More than 100 participants in Bequia’s New Year’s Day Lilo Regatta in 2025
More than 100 participants in Bequia’s New Year’s Day Lilo Regatta in 2025

Bequia

Islands of Saint Vincent and the Grenadines
4 min read

Alexander Hamilton's father died here, and nobody came to the funeral. James Hamilton moved from St. Croix to Bequia in 1774 under a British land grant program for indigent settlers, took up a plot along the shore of Southeast Bay, and stayed for sixteen years. His famous son sent money and letters begging him to visit or emigrate to the new United States. Neither man ever made the trip. The island that kept them apart is seven square miles of volcanic hillside in the Grenadines, fifteen kilometers south of Kingstown, and its name -- from the Arawak for "island of the clouds" -- suits a place that has always existed slightly out of reach.

A Harbor Worth Fighting Over

Admiralty Bay, on Bequia's west coast, was once the safest natural harbor in the Eastern Caribbean during hurricane season. Henry Morgan may have anchored there. Local legend holds that Blackbeard -- Edward Teach -- used Bequia as his base, and that Sir Francis Drake planned his attacks on Cartagena from these waters. What is certain is that the harbor's depth and shelter made the island a repair facility for ships at a time when the only other drydocks in the region were Nelson's Dockyard on Antigua and the Carlyle in Bridgetown, Barbados. Cedar trees on the island supplied timber for wooden shipbuilding, and the protected bay made hull repairs possible even during storm season. The Kalinago and Arawak peoples had used the island for fishing and farming long before Europeans arrived, but Bequia's harbors made it irresistible to every navy and pirate fleet that passed through the Grenadines.

Traded Between Empires

Bequia changed hands the way Caribbean islands did in the eighteenth century: through treaties signed in European capitals by men who had never seen the places they were giving away. The French settled first, establishing small plantations of indigo, cotton, and sugar worked by enslaved Africans brought through the Atlantic slave trade. The indigenous Kalinago population was gradually displaced or assimilated, a pattern repeated across the Lesser Antilles. During the Seven Years' War, French, Spanish, and Dutch fleets used Bequia for resupply while banning British ships. The 1763 Treaty of Paris redrew the Caribbean map: Saint Vincent and the Grenadines went to Britain in exchange for Guadeloupe, Martinique, and St. Lucia. In 1779, France seized Bequia back despite the treaty, only to lose it again soon after. Through all of this, the people who actually worked the land -- the enslaved Africans on the sugar plantations -- had no voice in any negotiation. Independence finally came in 1979.

The Last Whalers

Bequia is one of the few places on Earth where whaling is still permitted. The International Whaling Commission classifies the island's hunt as aboriginal whaling, and Bequians are allowed to catch up to four humpback whales per year using hand-thrown harpoons from small, open sailboats. The tradition was introduced by Yankee whalers in the nineteenth century and persists today, though the quota is rarely met and some years produce no catch at all. The hunt is controversial -- critics note that speedboats and harpoon guns sometimes replace the traditional methods -- but for the island it represents a living connection to a maritime heritage that shaped every family in Paget Farm and Port Elizabeth. The population of roughly 5,300, a mixture of African, Scottish, and Kalinago descent, still measures its calendar partly by the sea.

Floats, Regattas, and Turtle Sanctuaries

Modern Bequia draws cruising yachts, expats, and divers to 28 identified dive sites where hawksbill turtles, moray eels, and lobsters move through wrecks and shallow caves. The Easter Regatta and Music Fest is the island's biggest annual event, but a newer tradition has captured something essential about Bequia's character. Since 2010, on New Year's Day, nearly a hundred people gather at the Frangipani and Whaleboner bars in the early afternoon, nursing hangovers from the night before, and set out across the bay on any unmotorized device that floats -- pool lilos, inner tubes, improvised rafts. At Park Bay, the Old Hegg Turtle Sanctuary protects hawksbill sea turtles. Princess Margaret visited in the 1950s from nearby Mustique and had a beach renamed in her honor, though locals still call it Tony Gibbons. The island has always had its own names for things.

From the Air

Bequia is located at 13.02N, 61.23W, approximately 9 nautical miles south of Saint Vincent. The island measures 7 square miles and is the second-largest in the Grenadines. J.F. Mitchell Airport (TVSB) serves the island from Paget Farm on the southwest coast. Admiralty Bay on the west coast is the prominent harbor feature, easily visible from altitude with numerous yachts at anchor. The island's hills are lower than Saint Vincent's peaks, making it distinct from the air. Mustique (TVSM) is about 7 nautical miles to the south. E.T. Joshua Airport (TVSA) on Saint Vincent is the nearest commercial airport. Approach from the west for the best view of Port Elizabeth and the harbor.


Activity
Pick out all lines of the entries that include the word "פרופיל" and copy them.

Data shown
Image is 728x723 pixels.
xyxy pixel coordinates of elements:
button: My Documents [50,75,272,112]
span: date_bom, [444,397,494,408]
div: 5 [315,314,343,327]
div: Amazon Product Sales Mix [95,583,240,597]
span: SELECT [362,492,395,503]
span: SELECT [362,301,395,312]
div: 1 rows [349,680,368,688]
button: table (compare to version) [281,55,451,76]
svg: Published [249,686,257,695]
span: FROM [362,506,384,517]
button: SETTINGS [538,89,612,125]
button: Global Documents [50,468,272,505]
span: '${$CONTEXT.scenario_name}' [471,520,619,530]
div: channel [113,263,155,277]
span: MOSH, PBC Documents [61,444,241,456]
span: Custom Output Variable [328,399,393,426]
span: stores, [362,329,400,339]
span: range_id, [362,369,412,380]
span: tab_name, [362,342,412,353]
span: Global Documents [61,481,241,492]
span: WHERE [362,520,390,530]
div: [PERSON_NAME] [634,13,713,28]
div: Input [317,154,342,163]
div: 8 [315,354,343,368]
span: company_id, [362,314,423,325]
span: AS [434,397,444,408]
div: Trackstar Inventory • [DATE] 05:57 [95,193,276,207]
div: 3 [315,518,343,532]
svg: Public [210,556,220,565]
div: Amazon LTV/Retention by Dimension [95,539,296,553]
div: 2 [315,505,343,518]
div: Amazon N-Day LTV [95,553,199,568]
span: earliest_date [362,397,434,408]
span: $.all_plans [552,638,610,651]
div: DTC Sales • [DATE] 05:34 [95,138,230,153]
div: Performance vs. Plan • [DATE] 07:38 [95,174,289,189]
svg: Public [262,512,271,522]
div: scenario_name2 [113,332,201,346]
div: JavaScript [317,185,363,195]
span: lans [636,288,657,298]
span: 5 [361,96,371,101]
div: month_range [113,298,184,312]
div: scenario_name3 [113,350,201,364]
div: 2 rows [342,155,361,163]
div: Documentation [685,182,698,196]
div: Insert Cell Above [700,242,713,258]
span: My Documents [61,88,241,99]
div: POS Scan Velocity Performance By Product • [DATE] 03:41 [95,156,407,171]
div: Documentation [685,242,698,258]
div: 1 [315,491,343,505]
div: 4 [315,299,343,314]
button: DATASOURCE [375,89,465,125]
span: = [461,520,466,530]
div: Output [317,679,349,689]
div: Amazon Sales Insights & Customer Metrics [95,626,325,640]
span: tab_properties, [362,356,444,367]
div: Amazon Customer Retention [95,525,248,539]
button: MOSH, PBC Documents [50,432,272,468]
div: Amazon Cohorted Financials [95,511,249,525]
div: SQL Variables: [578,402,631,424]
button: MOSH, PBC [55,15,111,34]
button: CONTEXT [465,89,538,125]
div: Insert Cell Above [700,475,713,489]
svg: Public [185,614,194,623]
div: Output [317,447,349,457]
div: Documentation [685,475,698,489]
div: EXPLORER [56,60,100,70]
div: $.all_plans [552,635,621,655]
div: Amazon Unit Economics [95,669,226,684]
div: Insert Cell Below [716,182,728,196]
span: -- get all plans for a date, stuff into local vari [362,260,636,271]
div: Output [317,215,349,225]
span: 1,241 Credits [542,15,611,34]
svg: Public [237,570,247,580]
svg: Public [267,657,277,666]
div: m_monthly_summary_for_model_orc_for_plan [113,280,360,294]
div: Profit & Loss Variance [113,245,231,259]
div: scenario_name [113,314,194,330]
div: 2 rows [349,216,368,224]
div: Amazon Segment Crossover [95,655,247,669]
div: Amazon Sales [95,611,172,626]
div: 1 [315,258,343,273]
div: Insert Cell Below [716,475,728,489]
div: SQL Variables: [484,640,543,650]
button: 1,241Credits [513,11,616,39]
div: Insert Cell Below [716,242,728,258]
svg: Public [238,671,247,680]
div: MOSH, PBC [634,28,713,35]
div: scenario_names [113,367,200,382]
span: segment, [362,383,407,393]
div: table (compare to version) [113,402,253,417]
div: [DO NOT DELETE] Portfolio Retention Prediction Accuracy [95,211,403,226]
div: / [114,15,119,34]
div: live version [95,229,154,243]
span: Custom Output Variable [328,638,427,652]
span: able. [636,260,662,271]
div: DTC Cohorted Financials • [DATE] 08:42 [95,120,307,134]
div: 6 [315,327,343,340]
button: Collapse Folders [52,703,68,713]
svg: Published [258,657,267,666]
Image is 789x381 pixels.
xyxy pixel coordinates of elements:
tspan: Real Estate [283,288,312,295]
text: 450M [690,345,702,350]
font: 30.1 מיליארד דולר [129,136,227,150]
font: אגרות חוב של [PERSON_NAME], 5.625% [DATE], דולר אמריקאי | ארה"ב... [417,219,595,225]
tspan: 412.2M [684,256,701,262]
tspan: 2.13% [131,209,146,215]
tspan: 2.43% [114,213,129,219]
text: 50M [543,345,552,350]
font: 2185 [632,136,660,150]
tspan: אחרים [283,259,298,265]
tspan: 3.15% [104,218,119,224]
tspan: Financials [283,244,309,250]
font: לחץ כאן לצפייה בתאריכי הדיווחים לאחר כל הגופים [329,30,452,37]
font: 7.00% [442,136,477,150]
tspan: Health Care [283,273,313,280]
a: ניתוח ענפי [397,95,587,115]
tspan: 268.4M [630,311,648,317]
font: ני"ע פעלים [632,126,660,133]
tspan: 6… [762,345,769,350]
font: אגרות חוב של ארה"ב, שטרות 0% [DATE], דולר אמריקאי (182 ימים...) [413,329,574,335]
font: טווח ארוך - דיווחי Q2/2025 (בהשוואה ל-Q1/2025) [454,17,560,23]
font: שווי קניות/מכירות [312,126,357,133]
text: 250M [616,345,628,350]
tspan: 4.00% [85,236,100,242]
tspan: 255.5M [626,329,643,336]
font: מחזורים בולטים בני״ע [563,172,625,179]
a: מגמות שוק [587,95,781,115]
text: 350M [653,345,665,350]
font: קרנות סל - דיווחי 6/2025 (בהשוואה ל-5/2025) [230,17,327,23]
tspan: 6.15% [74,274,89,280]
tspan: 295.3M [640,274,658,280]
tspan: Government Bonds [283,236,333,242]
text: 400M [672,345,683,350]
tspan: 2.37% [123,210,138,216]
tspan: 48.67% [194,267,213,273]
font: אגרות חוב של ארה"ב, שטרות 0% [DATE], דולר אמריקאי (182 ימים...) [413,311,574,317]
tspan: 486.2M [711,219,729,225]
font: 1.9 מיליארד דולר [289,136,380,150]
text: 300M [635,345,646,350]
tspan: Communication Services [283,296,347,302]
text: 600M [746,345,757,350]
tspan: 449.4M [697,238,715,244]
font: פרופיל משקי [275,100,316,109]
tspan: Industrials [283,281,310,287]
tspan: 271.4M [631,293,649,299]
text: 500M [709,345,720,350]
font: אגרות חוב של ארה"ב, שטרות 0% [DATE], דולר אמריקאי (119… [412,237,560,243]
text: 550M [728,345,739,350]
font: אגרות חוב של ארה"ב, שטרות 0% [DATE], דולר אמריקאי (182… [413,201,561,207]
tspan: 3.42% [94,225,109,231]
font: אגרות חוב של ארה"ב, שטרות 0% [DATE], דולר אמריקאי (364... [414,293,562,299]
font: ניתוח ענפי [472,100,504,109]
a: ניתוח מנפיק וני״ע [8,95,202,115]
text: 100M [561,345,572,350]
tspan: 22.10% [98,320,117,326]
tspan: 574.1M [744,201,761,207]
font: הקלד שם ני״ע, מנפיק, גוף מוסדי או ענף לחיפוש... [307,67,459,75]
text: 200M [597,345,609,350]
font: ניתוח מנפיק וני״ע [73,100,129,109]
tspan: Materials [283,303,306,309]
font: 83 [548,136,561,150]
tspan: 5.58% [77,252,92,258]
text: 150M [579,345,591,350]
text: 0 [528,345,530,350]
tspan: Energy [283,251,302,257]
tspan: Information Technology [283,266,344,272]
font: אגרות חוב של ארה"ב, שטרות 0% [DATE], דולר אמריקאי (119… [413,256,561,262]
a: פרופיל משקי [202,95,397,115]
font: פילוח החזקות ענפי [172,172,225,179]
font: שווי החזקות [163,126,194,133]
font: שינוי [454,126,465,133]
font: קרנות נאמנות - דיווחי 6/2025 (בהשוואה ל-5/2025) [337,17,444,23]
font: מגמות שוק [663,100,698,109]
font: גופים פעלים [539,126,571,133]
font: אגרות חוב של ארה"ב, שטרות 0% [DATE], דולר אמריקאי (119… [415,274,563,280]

Exercise output
font: פרופיל משקי [275,100,316,109]
a: פרופיל משקי [202,95,397,115]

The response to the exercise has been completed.